Before taking over in Manila in 2011, Tagle served as bishop of the smaller Philippine diocese of Imus in Cavite, where he was famous for not owning a car, preferring to either walk or to hop on one of the cheap minibuses known as a “jeepneys” working-class Filipinos use. He was also renowned for inviting beggars in the square outside his cathedral to eat with him.
Theologically and politically, Tagle is a moderate. He’s open to allowing divorced and civilly remarried Catholics to return to communion on a case-by-case basis, and he also resisted calls to take a more pugnacious line during a recent national debate in the Philippines over a controversial “Reproductive Health” law featuring public support for contraception.
Nobody at Tagle’s level is without critics, and he’s drawn fire on multiple fronts.
Some question Tagle’s theological pedigree, noting that he was a member of the editorial board for a controversial progressive history of the Second Vatican Council criticized by Pope Benedict XVI. Last month Tagle blasted what he called the “harsh words” the Church sometimes has used for gays, unwed mothers and divorced and remarried Catholics. That remark drew blowback from pro-life Catholic groups.
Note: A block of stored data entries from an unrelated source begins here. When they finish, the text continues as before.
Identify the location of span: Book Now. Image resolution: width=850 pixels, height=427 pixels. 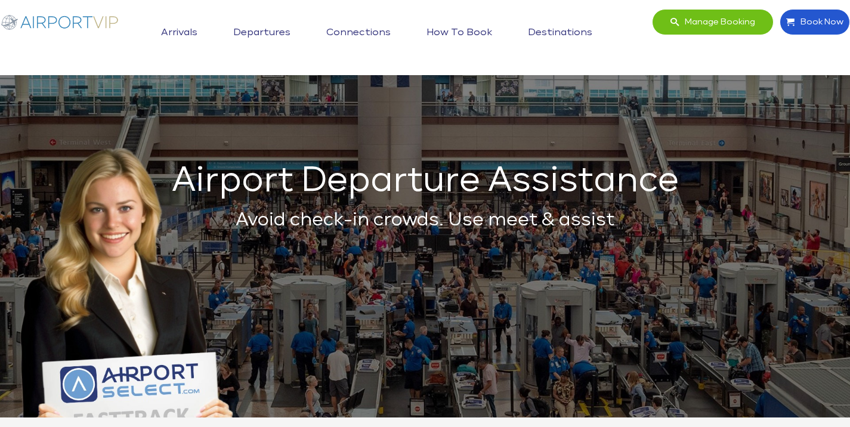
(819, 22).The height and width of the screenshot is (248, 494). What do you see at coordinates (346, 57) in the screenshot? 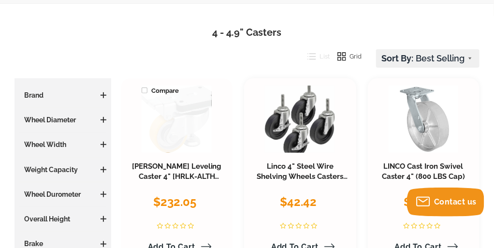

Whatever one makes of Tagle, because of his young age, 57, as well as the multiple leadership posts he holds, he will be a force in Catholicism for a long time.
That point, by the way, is valid whether or not the “Asian Francis” ever gets a serious look as the next pope.
(John L. Allen Jr., associate editor of The Boston Globe, specializes in coverage of the Vatican and the Catholic Church. He is a senior Vatican analyst for CNN, and was a correspondent for the National Catholic Reporter for 16 years. He was among the so-called VAMP or Vatican-accredited media people who accompanied Pope Francis in his pastoral visit to Sri Lanka and the Philippines early this year.
Allen has written nine books on the Vatican and Catholic affairs, and also is a popular speaker on Catholicism both in the United States and internationally.
The London Tablet has called John “the most authoritative writer on Vatican affairs in the English language,” and renowned papal biographer George Weigel has called him “the best Anglophone Vatican reporter ever.” When Allen was called upon to put the first question to Pope Benedict XVI aboard the papal plane en route to the United States in April 2008, the Vatican spokesman said to the pope: “Holy Father, this man needs no introduction.”
That’s not just a Vatican judgment. Veteran religion writer Kenneth Woodward of Newsweek described Allen as “the journalist other reporters—and not a few cardinals—look to for the inside story on how all the pope’s men direct the world’s largest church.” John’s weekly column, “All Things Catholic,” is widely read as a source of insight on the global Church.
Among Allen’s books are Opus Dei: An Objective Look Behind the Myths and Reality of the Most Controversial Force in the Catholic Church, and two about Pope Benedict XVI. The first was written before Cardinal Joseph Ratzinger became pope; the other came after Benedict’s election to the papacy and was the first biography of the Pope in English.
His articles have appeared in The New York Times, CNN, NPR, The Tablet, Jesus, Second Opinion, The Nation, the Miami Herald, Die Furche, and the Irish Examiner.
The Manila Times reprinted this piece with Allen’s expressed permission.)